Leadership Council for Human Rights

~ Feet in the mud, head in the sky ~

Monday, January 29, 2007

Muslim women pushing for reform

According to Victoria Brittain of the Guardian, a lack of awareness has hindered the growing international Islamic feminist movement. Brittain believes that the phenomenon of strongly Muslim, activist women should no longer be ignored.

Brittain advocates a different image of the current emerging movement in Islamic feminism, not only amongst the powers of conventional Islam but also in the western media. This is very crucial at present if Muslim women are to reclaim their rights.

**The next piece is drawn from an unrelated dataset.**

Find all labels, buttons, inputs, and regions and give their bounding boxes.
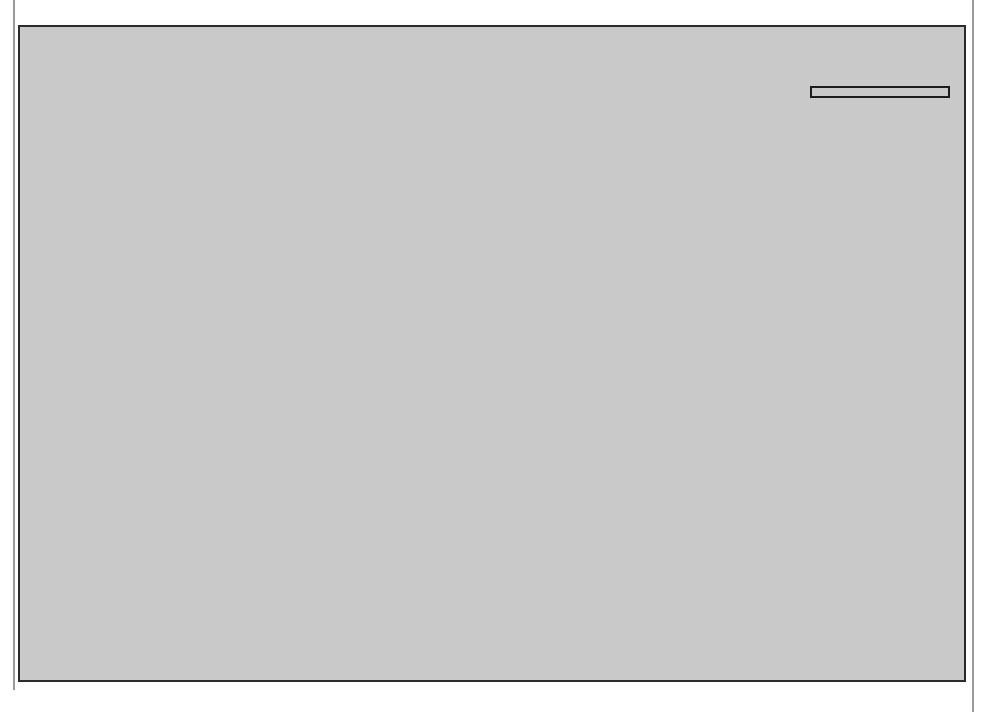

In recent years, Islamic women activists’ campaigns have garnered significant achievements, but greater reforms are still needed, because, as Brittain writes, “Embattled Muslim women, suffering the burdens of the worst cultural attitudes to rape and adultery enshrined in medieval laws in Pakistan and Northern Nigeria; or the sexual violence and rolling back of their rights, unleashed by the war in Iraq; or the targeted killings of women activists in Afghanistan.”

Brittain follows up on the Egyptian writer Haifa Khalafallah’s challenge to all Muslim women to discuss the importance of promoting practical women’s human rights at a meeting next week in Brussels entitled “Towards an emerging Islamic feminist consciousness in Europe.”

Brittain argues that we need to be aware that injustice, inequality and the lack of freedom of thought have nothing to do with Islam. The Quran preaches gender equality, with the same rights to education and self-fulfillment afforded to men and women.